August 7, 2013

Battlefield Society Appeals Judge’s Decision

The Princeton Battlefield Area Preservation Society, known as The Princeton Battlefield Society (PBS), has filed an appeal of the Princeton Planning Board decision approving the Institute for Advanced Study’s faculty housing project.

The appeal was expected following a ruling, in June, by the Superior Court Judge Mary Jacobson against the Society’s suit to overturn the Princeton Planning Board’s decision.

On March 21 of last year, the Planning Board unanimously approved the Institute’s plans to build a group of faculty townhomes and single-family residences on its property adjacent to Princeton Battlefield Park.

“We were unlucky with Judge Jacobson,” said Princeton Battlefield Society President, Jerry Hurwitz. “With a different judge it may have gone our way. This time we will be able to critique her opinion and show its weaknesses as well as represent our case all over again. That’s a good thing.”

The appeal, which was filed with the NJ Appellate Division, will be more than a review of Judge Jacobson’s recent decision, however. It will be a de novo appeal, which means that the Society will have an opportunity to present their arguments to a panel of judges, instead of one judge as was the case with the Superior Court.

Mr. Hurwitz is hopeful of a successful outcome this time around. “I have a deep respect for what our forebears did here, men fought and died on that field in one of the principal battles of the Revolutionary War, a turning point and a brilliant move by Washington, I would say his most brilliant strategic move,” said Mr.

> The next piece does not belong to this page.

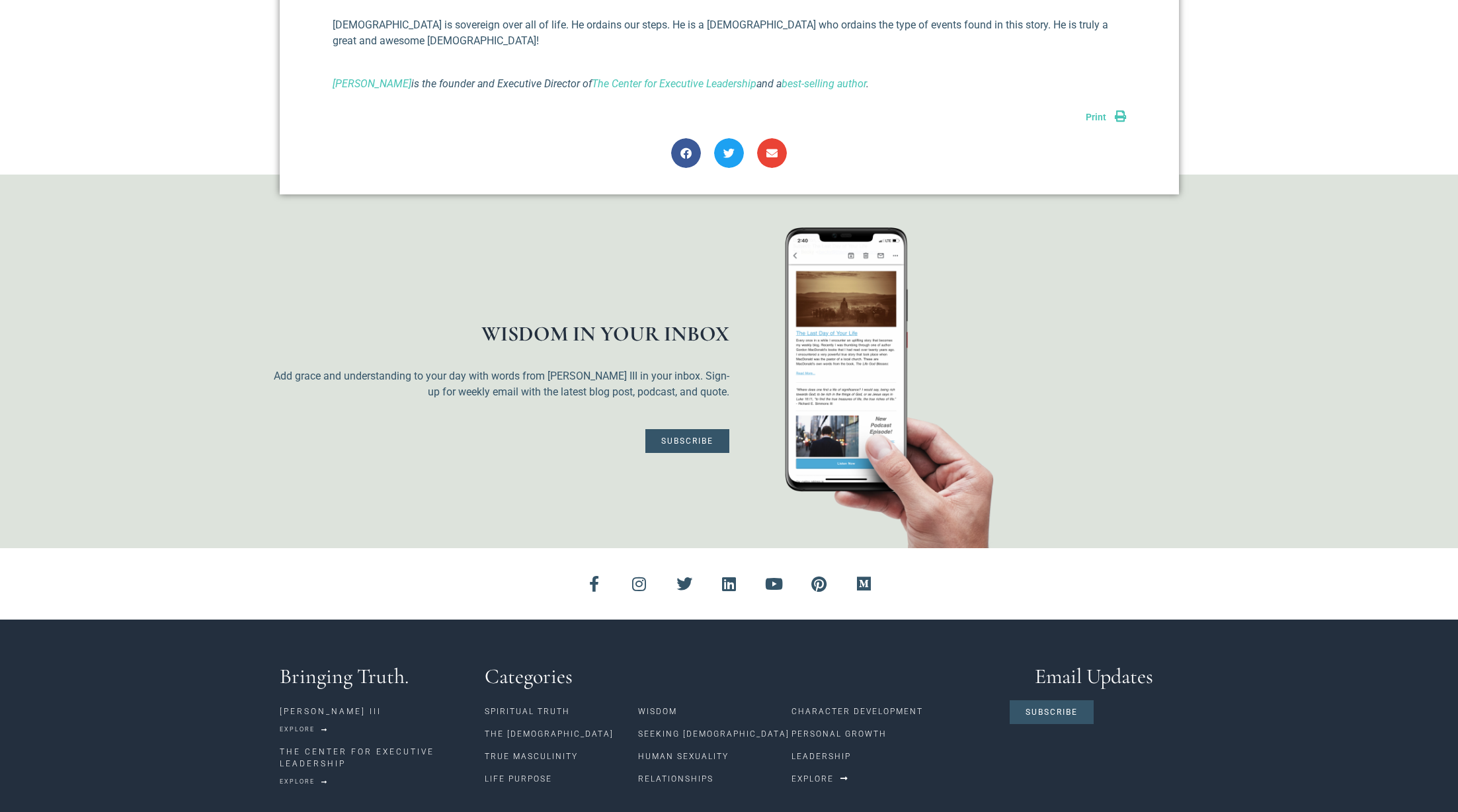 This screenshot has height=812, width=1458. What do you see at coordinates (894, 711) in the screenshot?
I see `a: Character Development` at bounding box center [894, 711].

Hurwitz yesterday. “The Battlefield Society remains steadfast in its conviction that preserving the site of the climactic counterattack is of enormous importance to the understanding of this turning point victory.”

“Without preserving the site and its natural topography and setting, still undeveloped after more than 235 years, the American people will lose a vital link to the past every bit as important to the creation of this nation as Gettysburg is to preserving it,” he said.

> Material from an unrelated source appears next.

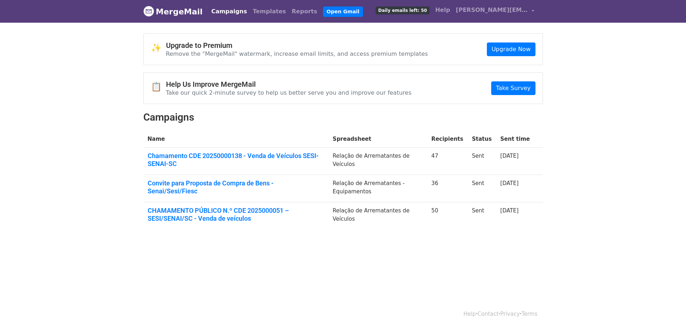 The width and height of the screenshot is (686, 328). What do you see at coordinates (297, 45) in the screenshot?
I see `h4: Upgrade to Premium` at bounding box center [297, 45].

According to Mr. Hurwitz, the site where the Institute wants to build lies at the very heart of Washington’s counterattack, which broke the British lines. “To allow housing there would be like building over the site of Pickett’s charge at Gettysburg. It’s simply inconceivable,” he said. “The Battle of Princeton was General Washington’s first win against professional British regulars, unlike the Battle of Trenton where he faced only German mercenaries, and it was where the fledgling American Marine Corps suffered its very first battlefield casualty.”

Kip Cherry, vice president of PBS, concurs. “There is a great deal of evidence that if Washington had not prevailed with his winning counterattack, the American Revolution would have been lost and that’s how important we believe our legal challenge is.”

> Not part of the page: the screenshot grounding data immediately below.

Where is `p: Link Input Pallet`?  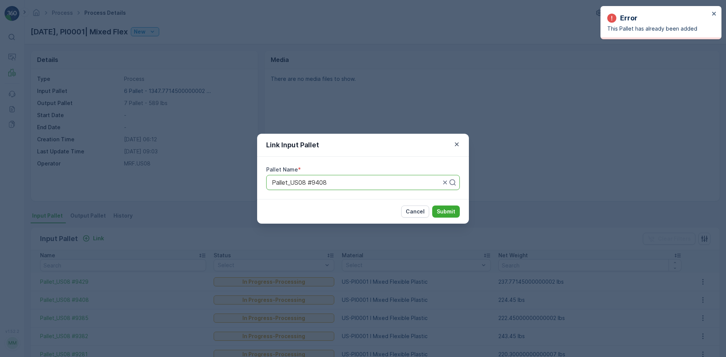
p: Link Input Pallet is located at coordinates (293, 145).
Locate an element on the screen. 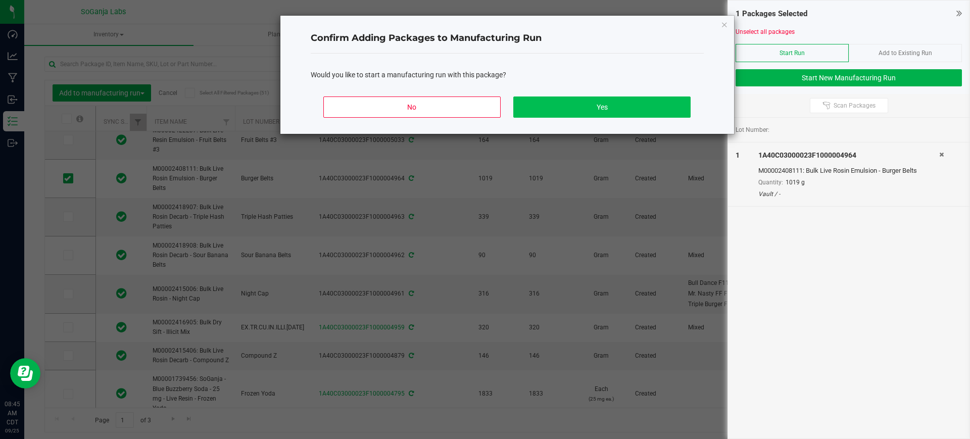 The image size is (970, 439). button: Yes is located at coordinates (602, 107).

The Institute’s long-standing plans to build faculty housing are described on its website (www.ias.edu) which notes the residential nature of its scholarly community. The plan would cluster eight townhouses and seven single-family homes on a seven-acre parcel of land that sits between existing faculty homes and the Institute’s main campus. The buildings are designed to have a low profile and be screened from the Battlefield Park by trees. An additional 200-foot buffer zone alongside the Battlefield Park would be permanently preserved as open space.

But according to Mr. Hurwitz, the Institute has already done enough damage to the historic site by building over what was an orchard at the time of the battle. “They should not be allowed to destroy more,” he believes. “There is more than enough land elsewhere on the Institute’s property for faculty housing to be built,” he said.

The suit against the Planning Board’s decision, the subject of the current appeal, is one of two that the Society has brought on the issue of IAS housing. The second suit concerns a disputed default decision concerning a waiver from the Delaware and Raritan Canal Commission.

PBS attorney Bruce Afran feels confident that the case against the Planning Board’s decision will have a better chance of being heard fairly when it goes before a two- or three-judge panel of the Appellate Division. Interviewed by phone yesterday, he said: “Judge Jacobson’s opinions will be scutinized. With all due respect, she made some mistakes of law and did not address some important issues. For example, the Princeton Planning Board was required to find that the Institute’s plans would not have an unreasonably adverse impact on either the site itself or on the neighboring site. The Planning Board never made that finding, in spite of the fact that there was a report on file from the State Historic Preservation Officer, Dorothy Guzzo, that said that there would be an adverse impact on the neighboring historic site.”

Mr. Afran, believes that the Planning Boards silence on Ms. Guzzo’s report is one of the reasons that its decision to approve the IAS housing should be vacated, or nullified. “That’s just one of many issues we have with Judge Jacobson’s ruling,” said Mr. Afran. Others concern zoning for a cluster development and impact on wetlands.

“It’s going to be many years before the Institute can build, if it can build at all on this site,” said Mr. Afran. “But this isn’t so much about defeating the Institute’s plans as it is about saving ground where people fought and died.”

It is clear that the Princeton Battlefield Society is prepared to take the issue all the way to the New Jersey Supreme Court, if necessary.